The History of Vaccinations

The practice of immunization dates back hundreds of years. Buddhist monks drank snake venom to confer immunity to snakebite and variolation (smearing of a skin tear with cowpox to confer immunity to smallpox) was practiced in 17th century China. Edward Jenner is considered the founder of vaccinology in the West in 1796, after he inoculated a 13 year-old-boy with vaccinia virus (cowpox), and demonstrated immunity to smallpox. In 1798, the first smallpox vaccine was developed. Over the 18th and 19th centuries, systematic implementation of mass smallpox immunization culminated in its global eradication in 1979.

Louis Pasteur’s experiments spearheaded the development of live attenuated cholera vaccine and inactivated anthrax vaccine in humans (1897 and 1904, respectively). The plague vaccine was also invented in the late 19th Century. Between 1890 and 1950, bacterial vaccine development proliferated, including the Bacillus-Calmette-Guerin (BCG) vaccination, which is still in use today. 

In 1923, Alexander Glenny perfected a method to inactivate tetanus toxin with formaldehyde. The same method was used to develop a vaccine against diphtheria in 1926. Pertussis vaccine development took considerably longer, with a whole-cell vaccine first licensed for use in the US in 1948.

Viral tissue culture methods developed from 1950-1985 and led to the advent of the Salk (inactivated) polio vaccine and the Sabin (live attenuated oral) polio vaccine. Mass polio immunization has now eradicated the disease from many regions around the world

 

 

Progress of polio elimination 1988 and 2014
Excerpted from: A brief history of vaccination

The first recorded use of vaccinations was an inoculation at 1000 AD by a Chinese physician.

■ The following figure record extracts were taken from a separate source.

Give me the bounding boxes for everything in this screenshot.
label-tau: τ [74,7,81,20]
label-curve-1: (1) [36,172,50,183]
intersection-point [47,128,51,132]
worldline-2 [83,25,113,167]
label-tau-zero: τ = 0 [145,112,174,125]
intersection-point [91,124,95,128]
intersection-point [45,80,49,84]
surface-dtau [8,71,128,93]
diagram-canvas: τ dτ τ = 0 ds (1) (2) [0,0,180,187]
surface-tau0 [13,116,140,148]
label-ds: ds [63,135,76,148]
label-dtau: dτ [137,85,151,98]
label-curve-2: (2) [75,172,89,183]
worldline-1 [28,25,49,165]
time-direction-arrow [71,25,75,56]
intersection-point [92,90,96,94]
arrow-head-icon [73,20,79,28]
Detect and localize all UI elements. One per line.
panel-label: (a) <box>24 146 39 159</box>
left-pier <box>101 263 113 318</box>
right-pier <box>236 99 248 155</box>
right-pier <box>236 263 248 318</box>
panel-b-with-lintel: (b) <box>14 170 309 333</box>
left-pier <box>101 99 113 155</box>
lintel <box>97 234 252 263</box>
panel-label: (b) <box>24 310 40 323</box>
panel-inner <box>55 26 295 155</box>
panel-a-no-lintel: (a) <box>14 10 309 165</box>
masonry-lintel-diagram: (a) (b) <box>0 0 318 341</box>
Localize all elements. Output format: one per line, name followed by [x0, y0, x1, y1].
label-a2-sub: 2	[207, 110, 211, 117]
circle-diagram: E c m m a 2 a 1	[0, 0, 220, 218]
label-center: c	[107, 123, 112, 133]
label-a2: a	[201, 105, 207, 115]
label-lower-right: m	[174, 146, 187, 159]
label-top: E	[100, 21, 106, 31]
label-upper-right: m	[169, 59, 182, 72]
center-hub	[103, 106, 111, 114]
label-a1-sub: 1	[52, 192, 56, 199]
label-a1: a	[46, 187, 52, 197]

Several accounts from the 1500s describe smallpox inoculation as practiced in China and India (one is referred to in volume 6 of Joseph Needham’s Science and Civilisation in China). Glynn and Glynn, in The Life and Death of Smallpox, note that in the late 1600s Emperor K’ang Hsi, who had survived smallpox as a child, had his children inoculated. That method involved grinding up smallpox scabs and blowing the matter into nostrils. Inoculation may also have been practiced by scratching matter from smallpox sore into the skin. It is difficult to pinpoint when the practice began, as some sources claim dates as early as 200 BCE. Excerpted from History of vaccines.org

The Journal of the Royal Society of Medicine published an article named “The origins of inoculation” indicating that the practice began in the early 18th century in Britain and New England to protect people at risk of Small Pox. The article is located at the National Institute of Health website and a pdf is available for download.